To be sure, Pinckney hadn’t been there reg’lar; but he’d been in off and on, and when he comes to think how this old chap, that knew all his whims, and kept track of ’em so faithful, had dropped out without his ever having heard a word about it—why, he felt kind of broke up. You see, he’d always meant to do something nice for old Peter; but he’d never got round to it, and here the first thing he knows Peter’s been under the sod for more’n a month.

That’s what set Pinckney to inquirin’ if Peter hadn’t left a fam’ly or anything, which results in his diggin’ up this Spotty youth. I forgot just what his first name was, it being something outlandish that don’t go with Cahill at all; but it seems he was born over in India, where old Peter was soldierin’ at the time, and they’d picked up one of the native names. Maybe that’s what ailed the boy from the start.

Anyway, Peter had come back from there a widower, drifted to New York with the youngster, and got into the waiter business. Meantime the boy grows up in East Side boardin’-houses, without much lookin’ after, and when Pinckney finds him he’s an int’restin’ product. He’s twenty-odd, about five feet eleven high, weighs under one hundred and thirty, has a shock of wavy, brick-red hair that almost hides his ears, and his chief accomplishments are playin’ Kelly pool and consumin’ cigarettes. By way of ornament he has the most complete collection of freckles I ever see on a human face, or else it was they stood out more prominent because the skin was so white between the splotches. We didn’t invent the name Spotty for him. He’d already been tagged that.
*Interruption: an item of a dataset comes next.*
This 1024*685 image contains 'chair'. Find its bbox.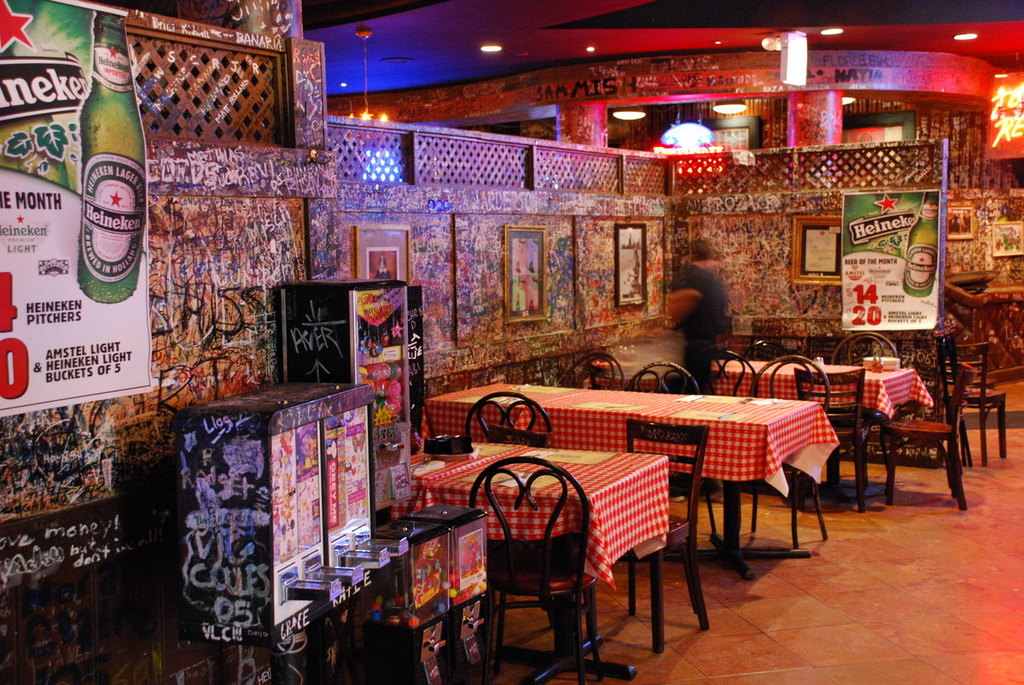
745 351 829 551.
Well, Pinckney discovers that Spotty has been livin’ on the few dollars that was left after payin’ old Peter’s plantin’ expenses; that he didn’t know what he was goin’ to do after that was gone, and didn’t seem to care. So Pinckney jumps in, works his pull with the steward, and has Spotty put on reg’lar in the club billiard room as an attendant. All he has to do is help with the cleanin’, keep the tables brushed, and set up the balls when there are games goin’ on. He gets his meals free, and six dollars a week.
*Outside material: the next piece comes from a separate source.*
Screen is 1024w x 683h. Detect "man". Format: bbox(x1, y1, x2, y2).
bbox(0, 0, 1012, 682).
Now that should have been a soft enough snap for anybody, even the born tired kind. There wa’n’t work enough in it to raise a palm callous on a baby. But Spotty, he improves on that. His idea of earnin’ wages is to curl up in a sunny windowseat and commune with his soul. Wherever you found the sun streamin’ in, there was a good place to look for Spotty. He just seemed to soak it up, like a blotter does ink, and it didn’t disturb him any who was doin’ his work.